Reputation: 161664
$ ls -l /bin/*grep
lrwxrwxrwx 1 root root 4 2010-06-09 02:56 /bin/egrep -> grep
lrwxrwxrwx 1 root root 4 2010-06-09 02:56 /bin/fgrep -> grep
-rwxr-xr-x 1 root root 85060 2007-01-23 02:00 /bin/grep
$ echo 'hello' | grep -q 'l{2}' && echo YES || echo NO
NO
$ echo 'hello' | egrep -q 'l{2}' && echo YES || echo NO
YES
In my system, egrep
is a symbolic link to grep
, but they behave differently. Why?
Upvotes: 0
Views: 241
Reputation: 189367
The functionality is identical apart from the regex engine; it makes sense to share the code, either by creating a library (a more common approach these days) or by using a single binary which examines its name (argv[0]
) to determine which behavior is requested. (A third possibility is to have a single name and use options to select different behaviors, of course. This is what commands like git
and tar
do; a single command is the "interface" but you get vastly different behaviors by specifying different actions.)
The reason there are distinct commands is a long legacy, going back to the early days of Unix. Plain old grep
was one of the earliest implementations of regular expressions, and as the developers' understanding of this particular problem domain improved, new tools with new capabilities evolved. For reasons of backwards compatibility, these new features could not simply be integrated to grep
(this would have changed its behavior) so the new commands had new names. By the time POSIX got around to standardizing things, the division of labor between grep
, egrep
and fgrep
was firmly established, although in hindsight, you could argue that at least one of them is redundant.
Upvotes: 0
Reputation: 141790
grep
will check its invocation by looking at argv[0]
.
Here's a short program to demonstrate:
> cat someprogram.cpp
#include <iostream>
int main(int argc, char* argv[])
{
std::cout << "Shall behave as " << argv[0] << "." << std::endl;
}
Build:
> make someprogram
g++ someprogram.cpp -o someprogram
Make a symbolic link:
> ln -s someprogram some_other_program
Run one:
> ./someprogram
Shall behave as ./someprogram.
Run two:
> ./some_other_program
Shall behave as ./some_other_program.
Gnu grep
is free and open source software, so you are free to examine the source.
Upvotes: 4
Reputation: 753655
Because POSIX says that egrep
is equivalent to grep -E
and not plain grep
, and fgrep
is equivalent to grep -F
and not plain grep
. If you want grep
to behave the same as egrep
, use grep -E
, and so on. There is also the issue of about 40 years of precedent.
Upvotes: 1
Reputation: 798606
Because the executable checks the value of argv[0]
and adjusts its behavior accordingly.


● **The problem**
What lines of the data include the string "South"? Copy them all.

● **Source records**
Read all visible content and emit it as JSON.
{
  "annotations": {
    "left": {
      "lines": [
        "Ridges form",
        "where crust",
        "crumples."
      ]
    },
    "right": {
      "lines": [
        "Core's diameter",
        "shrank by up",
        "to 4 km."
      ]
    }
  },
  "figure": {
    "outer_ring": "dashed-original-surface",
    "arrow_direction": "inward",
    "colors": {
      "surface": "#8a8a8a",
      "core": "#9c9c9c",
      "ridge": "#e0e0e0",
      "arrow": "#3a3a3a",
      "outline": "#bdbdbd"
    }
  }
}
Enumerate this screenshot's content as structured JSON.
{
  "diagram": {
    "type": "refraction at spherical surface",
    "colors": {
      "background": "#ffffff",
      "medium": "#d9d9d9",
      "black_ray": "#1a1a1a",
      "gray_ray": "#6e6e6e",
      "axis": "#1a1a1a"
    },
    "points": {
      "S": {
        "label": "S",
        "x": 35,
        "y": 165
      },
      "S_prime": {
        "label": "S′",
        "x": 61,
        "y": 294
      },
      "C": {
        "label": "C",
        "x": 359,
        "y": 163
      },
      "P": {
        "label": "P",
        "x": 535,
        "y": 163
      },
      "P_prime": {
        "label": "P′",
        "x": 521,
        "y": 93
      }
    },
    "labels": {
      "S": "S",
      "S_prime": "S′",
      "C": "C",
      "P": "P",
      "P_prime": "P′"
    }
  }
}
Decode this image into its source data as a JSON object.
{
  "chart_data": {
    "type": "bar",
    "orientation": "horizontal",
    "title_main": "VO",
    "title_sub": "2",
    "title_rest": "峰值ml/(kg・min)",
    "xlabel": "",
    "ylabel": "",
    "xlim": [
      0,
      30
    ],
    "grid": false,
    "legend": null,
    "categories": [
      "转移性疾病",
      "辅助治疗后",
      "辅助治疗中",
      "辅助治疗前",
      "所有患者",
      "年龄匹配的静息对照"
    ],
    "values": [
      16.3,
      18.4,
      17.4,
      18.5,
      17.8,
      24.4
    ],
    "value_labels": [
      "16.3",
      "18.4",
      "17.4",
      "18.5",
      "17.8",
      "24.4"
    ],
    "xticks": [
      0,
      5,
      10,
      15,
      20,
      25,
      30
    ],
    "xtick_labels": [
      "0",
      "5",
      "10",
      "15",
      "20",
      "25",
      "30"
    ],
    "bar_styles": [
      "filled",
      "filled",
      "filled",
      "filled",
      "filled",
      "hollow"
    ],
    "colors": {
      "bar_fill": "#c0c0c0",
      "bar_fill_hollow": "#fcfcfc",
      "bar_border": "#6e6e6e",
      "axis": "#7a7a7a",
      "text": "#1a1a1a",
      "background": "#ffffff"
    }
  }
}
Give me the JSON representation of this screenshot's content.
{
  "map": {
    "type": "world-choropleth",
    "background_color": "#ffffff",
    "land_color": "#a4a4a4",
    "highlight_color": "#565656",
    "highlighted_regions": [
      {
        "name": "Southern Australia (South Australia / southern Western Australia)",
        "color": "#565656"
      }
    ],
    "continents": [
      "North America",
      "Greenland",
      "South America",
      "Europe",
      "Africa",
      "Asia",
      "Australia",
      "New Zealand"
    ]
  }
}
--
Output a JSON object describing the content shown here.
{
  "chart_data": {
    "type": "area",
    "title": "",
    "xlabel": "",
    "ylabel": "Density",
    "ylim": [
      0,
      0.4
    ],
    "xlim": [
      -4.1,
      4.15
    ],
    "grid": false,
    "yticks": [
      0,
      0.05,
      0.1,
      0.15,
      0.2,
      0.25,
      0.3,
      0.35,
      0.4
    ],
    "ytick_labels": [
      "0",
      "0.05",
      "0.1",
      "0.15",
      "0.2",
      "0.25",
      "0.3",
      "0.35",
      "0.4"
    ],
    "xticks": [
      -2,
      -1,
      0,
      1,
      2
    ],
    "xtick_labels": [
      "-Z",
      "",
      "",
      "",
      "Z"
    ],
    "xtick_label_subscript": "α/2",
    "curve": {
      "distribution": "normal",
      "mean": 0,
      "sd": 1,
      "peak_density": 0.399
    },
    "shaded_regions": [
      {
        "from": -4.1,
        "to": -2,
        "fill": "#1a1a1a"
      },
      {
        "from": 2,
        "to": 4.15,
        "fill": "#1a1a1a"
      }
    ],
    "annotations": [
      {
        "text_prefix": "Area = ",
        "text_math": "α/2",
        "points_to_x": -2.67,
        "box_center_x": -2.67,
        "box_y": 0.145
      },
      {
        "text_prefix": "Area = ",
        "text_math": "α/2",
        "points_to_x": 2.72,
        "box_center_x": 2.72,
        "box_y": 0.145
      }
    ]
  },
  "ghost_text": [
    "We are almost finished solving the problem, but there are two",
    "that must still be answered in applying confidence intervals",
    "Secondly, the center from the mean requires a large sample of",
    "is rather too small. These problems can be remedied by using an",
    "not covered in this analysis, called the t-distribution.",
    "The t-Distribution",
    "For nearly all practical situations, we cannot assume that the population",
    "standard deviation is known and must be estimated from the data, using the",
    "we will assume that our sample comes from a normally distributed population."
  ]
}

● **Answer space**
        "name": "Southern Australia (South Australia / southern Western Australia)",
      "South America",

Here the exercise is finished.